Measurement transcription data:
=== Begin Enclosure ===

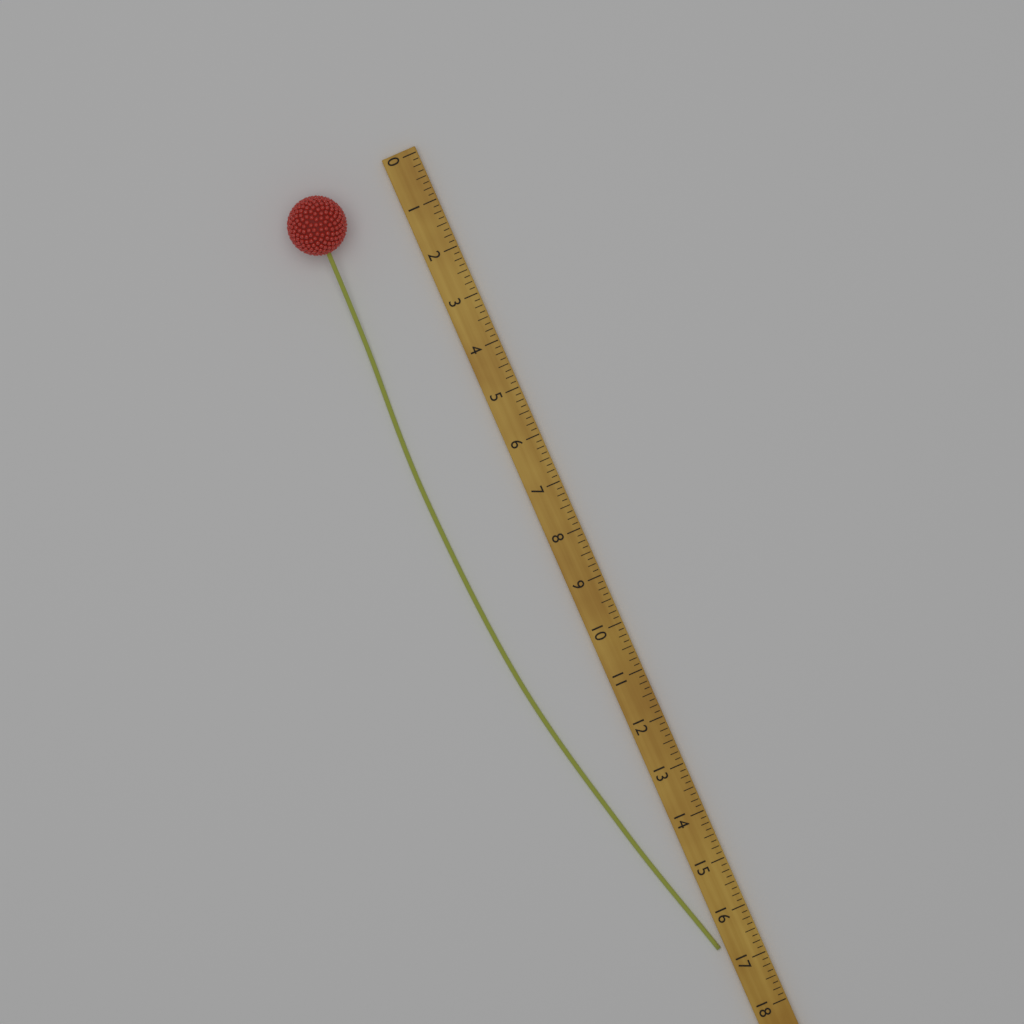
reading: 16.625 (no unit)
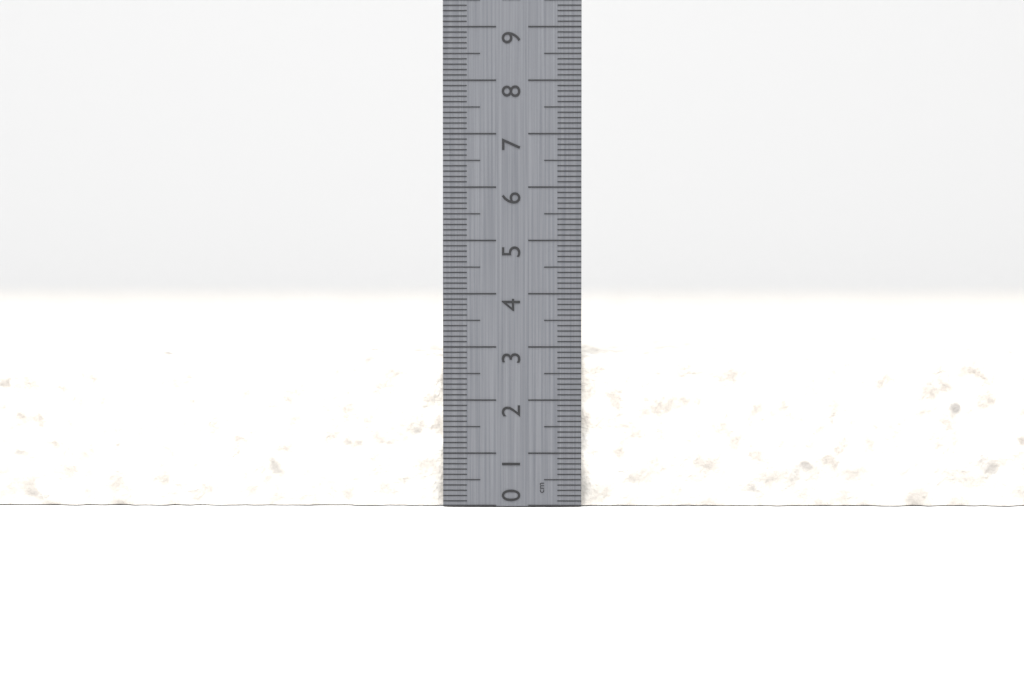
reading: 2.9 cm
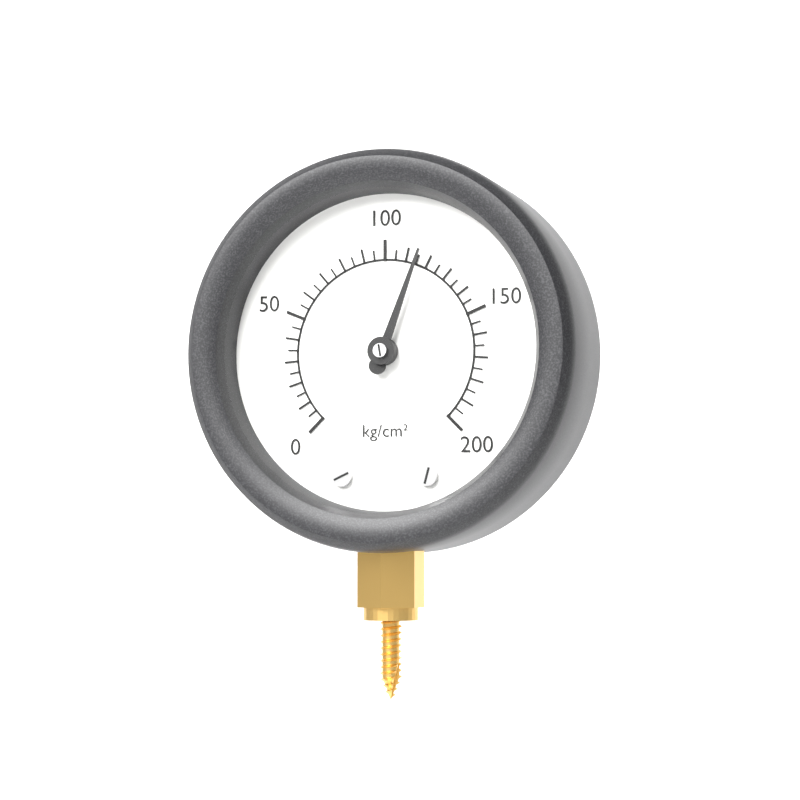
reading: 115 kg/cm²
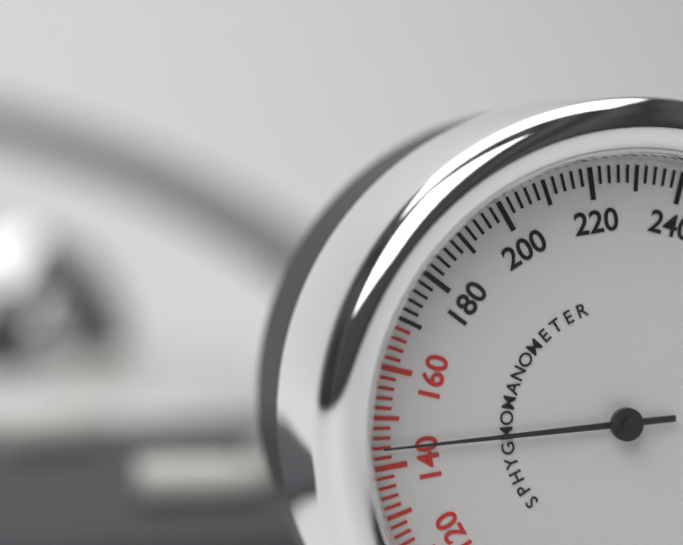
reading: 144 mmHg
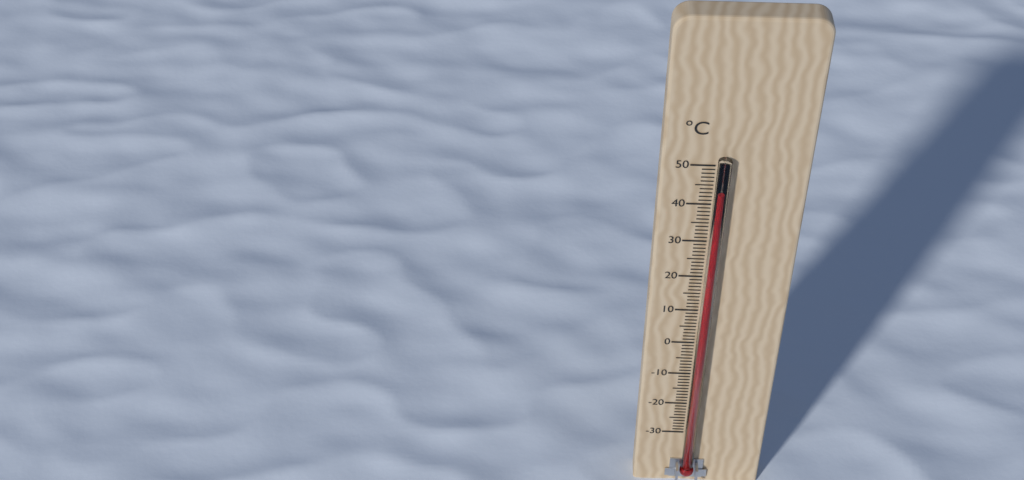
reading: 44 °C
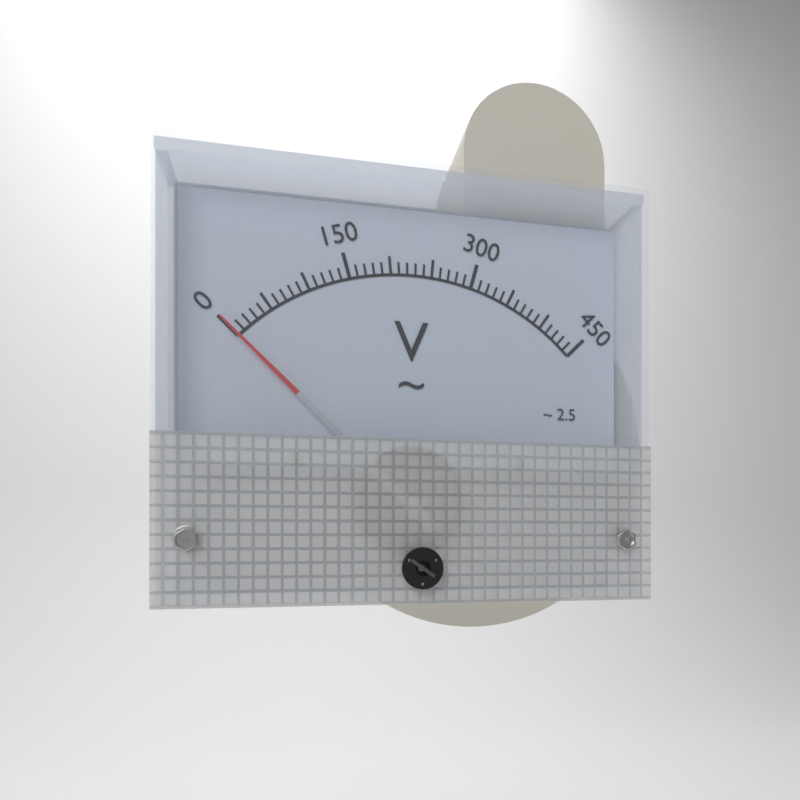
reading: 0 V
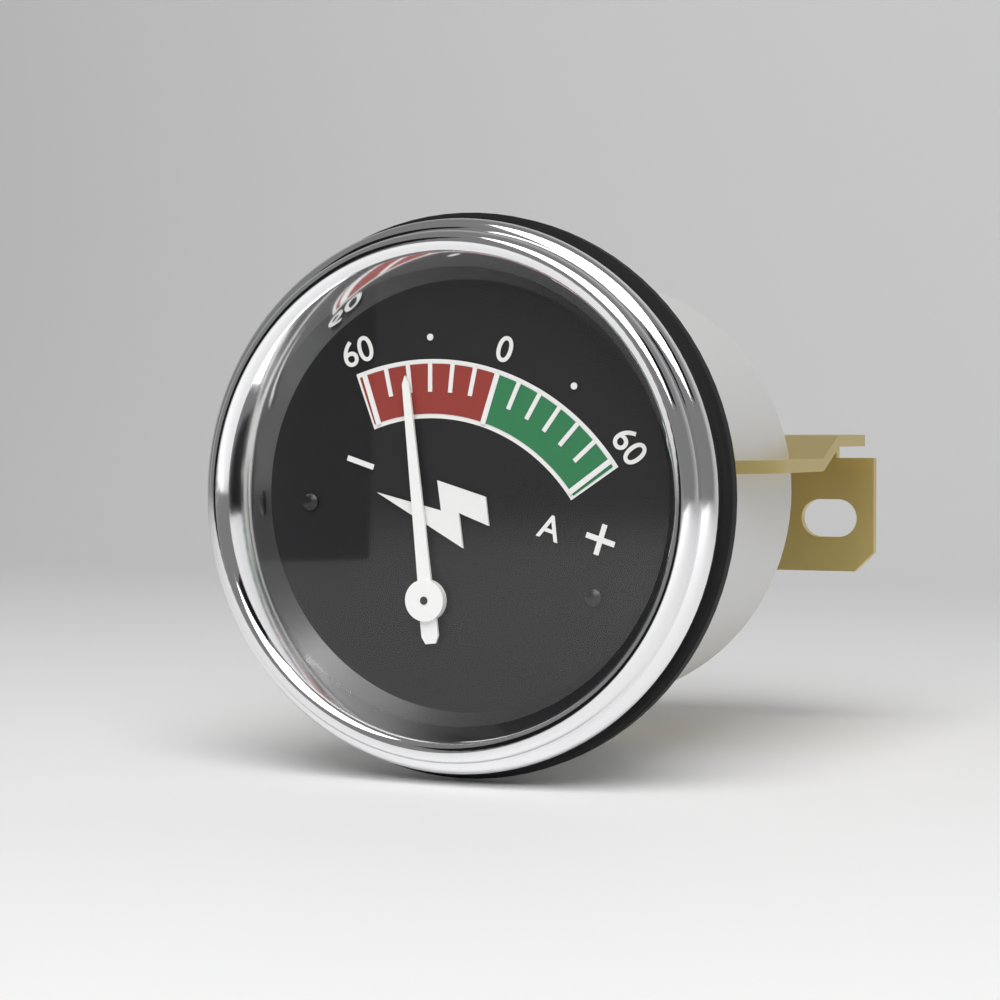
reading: -40 A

=== End Enclosure ===

__TASK GOAL__
Every line above needs to be written out again as it stands. Pictures do not belong in the copy.

__EXPECTED ANSWER__
reading: 16.625 (no unit)
reading: 2.9 cm
reading: 115 kg/cm²
reading: 144 mmHg
reading: 44 °C
reading: 0 V
reading: -40 A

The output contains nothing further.